SAN FRANCISCO — Safely back in their office cubicles, Americans let their fingers do the shopping Monday, racking up $3.38 billion in online sales by the time the work day ended on the East coast.

Cyber Monday was easily on track to be the biggest online shopping day in U.S. history, with Adobe Analytics predicting sales of $6.6 billion. That's up from $5.65 billion last year, a 16.5% increase.

The strongest surge in purchases was forecast between 8PM and 11PM in every time zone, when deliberating shoppers finally commit to what they’ve been loading into their online shopping carts all day and over the "Turkey 5" — the five shopping days starting on Thanksgiving and continuing through Cyber Monday. That surge rolls across the country as each U.S. region hits the witching hour for buying.

Shoppers “know the deals end at midnight so it’s the final rush,” said Tamara Gaffney, Adobe's strategic insights engagement director.

Amazon likely took the biggest chunk of those sales. It is estimated to have a 42% share of all online sales, according to Slice Intelligence, a market research firm.

“The problem for everybody else is that Amazon has basically become a verb. It’s the reflex reaction to start on Amazon and then you go other places only if you can’t find what you want there,” said Bob Goodwin, consumer electronics practice lead at InfoScout, a consumer-behavior research company.

Walmart, though, is making serious inroads. Its prices on average are now just 0.3% more expensive than Amazon, according to Market Track, a data analytics company. Last year its prices were 3% higher, it says.

“With investments in buying online and pickup in-store, as well as the acquisitions of Jet, ModCloth, Moosejaw, and Bonobos, the most interesting story will be how much ground" Walmart has made up, said Ken Cassar, principal analyst with Slice .

Shopping is at hand, not desk

Cyber Monday started from the days when few people had a fast Internet connection outside of an office. Monday was the first work day after the Thanksgiving holiday, and the first time they could painlessly shop online. Retailers responded with special "cyber" deals.

That's no longer the case on several levels — fast connections are the norm and people shop online at all hours at home. What's more, they're increasingly ditching computers as their primary shopping devices.

Mobile users now make up 53.3% of all visits to shopping websites, Adobe found. A full 44.6% of those were on a smart phone and another 8.7% on tablets.

One feature that's helped drive this trend has been the ever-more-sophisticated ability of our phones to autofill information.

Instead of having to type in name, address, credit card info and more with big fingers on a small screen, more and more retailers are leveraging autofill to make the process easier and smoother.

“The retailers know full well that the wave of mobile shopping is coming” and they’re retooling their sites to be as user-friendly as possible, said Gaffney.

Smartphone traffic was up 21% year-over-year as of Monday morning while smartphone revenue was up 41%.

When it came to hitting the "buy" button, computers still play a role. Only about 40% of revenue comes from smart phones — or less than the percentage using phones to shop, said Gaffney.

Too much to scroll through

With the ongoing move by consumers to shop on their smart phones, the biggest retailers' size and depth of products can be their downfall.

While people like one-stop shopping, trying to scroll through thousands of possible version of a particular item is not easy. “So the smaller retailers who are more boutique-like have a better chance,” she said.

This advantage will only last a few years though, she believes. In the future, big retailers will find ways to make themselves look smaller, delivering exactly what the customer wants “almost as if they were mind readers, but still giving you a huge catalog that you can choose from,” she said.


**Activity:**
Make a verbatim copy of all the records. Skip every image.

--- Data records Enclosed Below ---

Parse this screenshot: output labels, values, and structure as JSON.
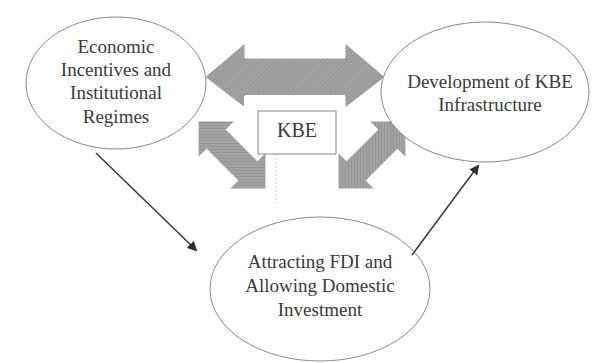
{
  "diagram": {
    "type": "conceptual-cycle",
    "central_node": {
      "label": "KBE"
    },
    "nodes": [
      {
        "id": "left",
        "lines": [
          "Economic",
          "Incentives and",
          "Institutional",
          "Regimes"
        ]
      },
      {
        "id": "right",
        "lines": [
          "Development of KBE",
          "Infrastructure"
        ]
      },
      {
        "id": "bottom",
        "lines": [
          "Attracting FDI and",
          "Allowing Domestic",
          "Investment"
        ]
      }
    ],
    "connectors": [
      {
        "from": "left",
        "to": "right",
        "style": "thick-hatched-double-arrow"
      },
      {
        "from": "KBE",
        "to": "left",
        "style": "thick-hatched-double-arrow-diagonal"
      },
      {
        "from": "KBE",
        "to": "right",
        "style": "thick-hatched-double-arrow-diagonal"
      },
      {
        "from": "left",
        "to": "bottom",
        "style": "thin-line-arrow"
      },
      {
        "from": "bottom",
        "to": "right",
        "style": "thin-line-arrow"
      }
    ],
    "colors": {
      "ellipse_stroke": "#8a8a8a",
      "arrow_fill": "#9a9a9a",
      "line_arrow": "#333333",
      "text": "#3a3a3a"
    }
  }
}
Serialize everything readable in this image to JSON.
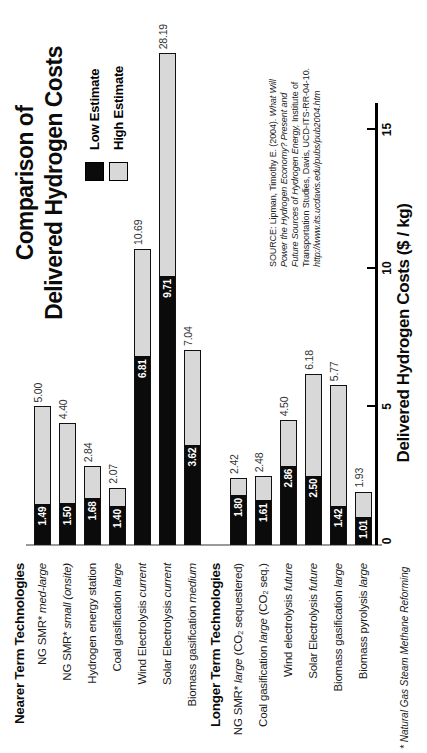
{
  "chart_data": {
    "type": "bar",
    "orientation": "horizontal stacked-range bars, whole chart rendered rotated 90 degrees counter-clockwise",
    "title_lines": [
      "Comparison of",
      "Delivered Hydrogen Costs"
    ],
    "xlabel": "Delivered Hydrogen Costs ($ / kg)",
    "x_ticks": [
      0,
      5,
      10,
      15
    ],
    "x_axis_drawn_to": 15.95,
    "bar_clip_value": 17.75,
    "grid": "off",
    "legend": {
      "position": "upper-right of plot",
      "items": [
        {
          "label": "Low Estimate",
          "color": "#0b0b0b"
        },
        {
          "label": "High Estimate",
          "color": "#d8d8d8"
        }
      ]
    },
    "rows": [
      {
        "type": "header",
        "segments": [
          {
            "t": "Nearer Term Technologies",
            "i": false
          }
        ]
      },
      {
        "type": "bar",
        "segments": [
          {
            "t": "NG SMR* ",
            "i": false
          },
          {
            "t": "med-large",
            "i": true
          }
        ],
        "low": 1.49,
        "high": 5.0,
        "low_label": "1.49",
        "high_label": "5.00"
      },
      {
        "type": "bar",
        "segments": [
          {
            "t": "NG SMR* ",
            "i": false
          },
          {
            "t": "small (onsite)",
            "i": true
          }
        ],
        "low": 1.5,
        "high": 4.4,
        "low_label": "1.50",
        "high_label": "4.40"
      },
      {
        "type": "bar",
        "segments": [
          {
            "t": "Hydrogen energy station",
            "i": false
          }
        ],
        "low": 1.68,
        "high": 2.84,
        "low_label": "1.68",
        "high_label": "2.84"
      },
      {
        "type": "bar",
        "segments": [
          {
            "t": "Coal gasification ",
            "i": false
          },
          {
            "t": "large",
            "i": true
          }
        ],
        "low": 1.4,
        "high": 2.07,
        "low_label": "1.40",
        "high_label": "2.07"
      },
      {
        "type": "bar",
        "segments": [
          {
            "t": "Wind Electrolysis ",
            "i": false
          },
          {
            "t": "current",
            "i": true
          }
        ],
        "low": 6.81,
        "high": 10.69,
        "low_label": "6.81",
        "high_label": "10.69"
      },
      {
        "type": "bar",
        "segments": [
          {
            "t": "Solar Electrolysis ",
            "i": false
          },
          {
            "t": "current",
            "i": true
          }
        ],
        "low": 9.71,
        "high": 28.19,
        "low_label": "9.71",
        "high_label": "28.19"
      },
      {
        "type": "bar",
        "segments": [
          {
            "t": "Biomass gasification ",
            "i": false
          },
          {
            "t": "medium",
            "i": true
          }
        ],
        "low": 3.62,
        "high": 7.04,
        "low_label": "3.62",
        "high_label": "7.04"
      },
      {
        "type": "header",
        "segments": [
          {
            "t": "Longer Term Technologies",
            "i": false
          }
        ]
      },
      {
        "type": "bar",
        "segments": [
          {
            "t": "NG SMR* ",
            "i": false
          },
          {
            "t": "large",
            "i": true
          },
          {
            "t": " (CO₂ sequestered)",
            "i": false
          }
        ],
        "low": 1.8,
        "high": 2.42,
        "low_label": "1.80",
        "high_label": "2.42"
      },
      {
        "type": "bar",
        "segments": [
          {
            "t": "Coal gasification ",
            "i": false
          },
          {
            "t": "large",
            "i": true
          },
          {
            "t": " (CO₂ seq.)",
            "i": false
          }
        ],
        "low": 1.61,
        "high": 2.48,
        "low_label": "1.61",
        "high_label": "2.48"
      },
      {
        "type": "bar",
        "segments": [
          {
            "t": "Wind electrolysis ",
            "i": false
          },
          {
            "t": "future",
            "i": true
          }
        ],
        "low": 2.86,
        "high": 4.5,
        "low_label": "2.86",
        "high_label": "4.50"
      },
      {
        "type": "bar",
        "segments": [
          {
            "t": "Solar Electrolysis ",
            "i": false
          },
          {
            "t": "future",
            "i": true
          }
        ],
        "low": 2.5,
        "high": 6.18,
        "low_label": "2.50",
        "high_label": "6.18"
      },
      {
        "type": "bar",
        "segments": [
          {
            "t": "Biomass gasification ",
            "i": false
          },
          {
            "t": "large",
            "i": true
          }
        ],
        "low": 1.42,
        "high": 5.77,
        "low_label": "1.42",
        "high_label": "5.77"
      },
      {
        "type": "bar",
        "segments": [
          {
            "t": "Biomass pyrolysis ",
            "i": false
          },
          {
            "t": "large",
            "i": true
          }
        ],
        "low": 1.01,
        "high": 1.93,
        "low_label": "1.01",
        "high_label": "1.93"
      }
    ],
    "footnote": "* Natural Gas Steam Methane Reforming",
    "source_lines": [
      [
        {
          "t": "SOURCE: Lipman, Timothy E. (2004). ",
          "i": false
        },
        {
          "t": "What Will",
          "i": true
        }
      ],
      [
        {
          "t": "Power the Hydrogen Economy? Present and",
          "i": true
        }
      ],
      [
        {
          "t": "Future Sources of Hydrogen Energy,",
          "i": true
        },
        {
          "t": " Institute of",
          "i": false
        }
      ],
      [
        {
          "t": "Transportation Studies, Davis, UCD-ITS-RR-04-10.",
          "i": false
        }
      ],
      [
        {
          "t": "http://www.its.ucdavis.edu/pubs/pub2004.htm",
          "i": true
        }
      ]
    ],
    "colors": {
      "low_estimate": "#0b0b0b",
      "high_estimate_fill": "#d8d8d8",
      "bar_border": "#111111",
      "axis_line": "#000000",
      "baseline": "#9a9a9a",
      "background": "#ffffff"
    }
  }
}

--- End of Enclosed Data records ---

**Expected answer:**
Parse this screenshot: output labels, values, and structure as JSON.
{
  "diagram": {
    "type": "conceptual-cycle",
    "central_node": {
      "label": "KBE"
    },
    "nodes": [
      {
        "id": "left",
        "lines": [
          "Economic",
          "Incentives and",
          "Institutional",
          "Regimes"
        ]
      },
      {
        "id": "right",
        "lines": [
          "Development of KBE",
          "Infrastructure"
        ]
      },
      {
        "id": "bottom",
        "lines": [
          "Attracting FDI and",
          "Allowing Domestic",
          "Investment"
        ]
      }
    ],
    "connectors": [
      {
        "from": "left",
        "to": "right",
        "style": "thick-hatched-double-arrow"
      },
      {
        "from": "KBE",
        "to": "left",
        "style": "thick-hatched-double-arrow-diagonal"
      },
      {
        "from": "KBE",
        "to": "right",
        "style": "thick-hatched-double-arrow-diagonal"
      },
      {
        "from": "left",
        "to": "bottom",
        "style": "thin-line-arrow"
      },
      {
        "from": "bottom",
        "to": "right",
        "style": "thin-line-arrow"
      }
    ],
    "colors": {
      "ellipse_stroke": "#8a8a8a",
      "arrow_fill": "#9a9a9a",
      "line_arrow": "#333333",
      "text": "#3a3a3a"
    }
  }
}
Serialize everything readable in this image to JSON.
{
  "chart_data": {
    "type": "bar",
    "orientation": "horizontal stacked-range bars, whole chart rendered rotated 90 degrees counter-clockwise",
    "title_lines": [
      "Comparison of",
      "Delivered Hydrogen Costs"
    ],
    "xlabel": "Delivered Hydrogen Costs ($ / kg)",
    "x_ticks": [
      0,
      5,
      10,
      15
    ],
    "x_axis_drawn_to": 15.95,
    "bar_clip_value": 17.75,
    "grid": "off",
    "legend": {
      "position": "upper-right of plot",
      "items": [
        {
          "label": "Low Estimate",
          "color": "#0b0b0b"
        },
        {
          "label": "High Estimate",
          "color": "#d8d8d8"
        }
      ]
    },
    "rows": [
      {
        "type": "header",
        "segments": [
          {
            "t": "Nearer Term Technologies",
            "i": false
          }
        ]
      },
      {
        "type": "bar",
        "segments": [
          {
            "t": "NG SMR* ",
            "i": false
          },
          {
            "t": "med-large",
            "i": true
          }
        ],
        "low": 1.49,
        "high": 5.0,
        "low_label": "1.49",
        "high_label": "5.00"
      },
      {
        "type": "bar",
        "segments": [
          {
            "t": "NG SMR* ",
            "i": false
          },
          {
            "t": "small (onsite)",
            "i": true
          }
        ],
        "low": 1.5,
        "high": 4.4,
        "low_label": "1.50",
        "high_label": "4.40"
      },
      {
        "type": "bar",
        "segments": [
          {
            "t": "Hydrogen energy station",
            "i": false
          }
        ],
        "low": 1.68,
        "high": 2.84,
        "low_label": "1.68",
        "high_label": "2.84"
      },
      {
        "type": "bar",
        "segments": [
          {
            "t": "Coal gasification ",
            "i": false
          },
          {
            "t": "large",
            "i": true
          }
        ],
        "low": 1.4,
        "high": 2.07,
        "low_label": "1.40",
        "high_label": "2.07"
      },
      {
        "type": "bar",
        "segments": [
          {
            "t": "Wind Electrolysis ",
            "i": false
          },
          {
            "t": "current",
            "i": true
          }
        ],
        "low": 6.81,
        "high": 10.69,
        "low_label": "6.81",
        "high_label": "10.69"
      },
      {
        "type": "bar",
        "segments": [
          {
            "t": "Solar Electrolysis ",
            "i": false
          },
          {
            "t": "current",
            "i": true
          }
        ],
        "low": 9.71,
        "high": 28.19,
        "low_label": "9.71",
        "high_label": "28.19"
      },
      {
        "type": "bar",
        "segments": [
          {
            "t": "Biomass gasification ",
            "i": false
          },
          {
            "t": "medium",
            "i": true
          }
        ],
        "low": 3.62,
        "high": 7.04,
        "low_label": "3.62",
        "high_label": "7.04"
      },
      {
        "type": "header",
        "segments": [
          {
            "t": "Longer Term Technologies",
            "i": false
          }
        ]
      },
      {
        "type": "bar",
        "segments": [
          {
            "t": "NG SMR* ",
            "i": false
          },
          {
            "t": "large",
            "i": true
          },
          {
            "t": " (CO₂ sequestered)",
            "i": false
          }
        ],
        "low": 1.8,
        "high": 2.42,
        "low_label": "1.80",
        "high_label": "2.42"
      },
      {
        "type": "bar",
        "segments": [
          {
            "t": "Coal gasification ",
            "i": false
          },
          {
            "t": "large",
            "i": true
          },
          {
            "t": " (CO₂ seq.)",
            "i": false
          }
        ],
        "low": 1.61,
        "high": 2.48,
        "low_label": "1.61",
        "high_label": "2.48"
      },
      {
        "type": "bar",
        "segments": [
          {
            "t": "Wind electrolysis ",
            "i": false
          },
          {
            "t": "future",
            "i": true
          }
        ],
        "low": 2.86,
        "high": 4.5,
        "low_label": "2.86",
        "high_label": "4.50"
      },
      {
        "type": "bar",
        "segments": [
          {
            "t": "Solar Electrolysis ",
            "i": false
          },
          {
            "t": "future",
            "i": true
          }
        ],
        "low": 2.5,
        "high": 6.18,
        "low_label": "2.50",
        "high_label": "6.18"
      },
      {
        "type": "bar",
        "segments": [
          {
            "t": "Biomass gasification ",
            "i": false
          },
          {
            "t": "large",
            "i": true
          }
        ],
        "low": 1.42,
        "high": 5.77,
        "low_label": "1.42",
        "high_label": "5.77"
      },
      {
        "type": "bar",
        "segments": [
          {
            "t": "Biomass pyrolysis ",
            "i": false
          },
          {
            "t": "large",
            "i": true
          }
        ],
        "low": 1.01,
        "high": 1.93,
        "low_label": "1.01",
        "high_label": "1.93"
      }
    ],
    "footnote": "* Natural Gas Steam Methane Reforming",
    "source_lines": [
      [
        {
          "t": "SOURCE: Lipman, Timothy E. (2004). ",
          "i": false
        },
        {
          "t": "What Will",
          "i": true
        }
      ],
      [
        {
          "t": "Power the Hydrogen Economy? Present and",
          "i": true
        }
      ],
      [
        {
          "t": "Future Sources of Hydrogen Energy,",
          "i": true
        },
        {
          "t": " Institute of",
          "i": false
        }
      ],
      [
        {
          "t": "Transportation Studies, Davis, UCD-ITS-RR-04-10.",
          "i": false
        }
      ],
      [
        {
          "t": "http://www.its.ucdavis.edu/pubs/pub2004.htm",
          "i": true
        }
      ]
    ],
    "colors": {
      "low_estimate": "#0b0b0b",
      "high_estimate_fill": "#d8d8d8",
      "bar_border": "#111111",
      "axis_line": "#000000",
      "baseline": "#9a9a9a",
      "background": "#ffffff"
    }
  }
}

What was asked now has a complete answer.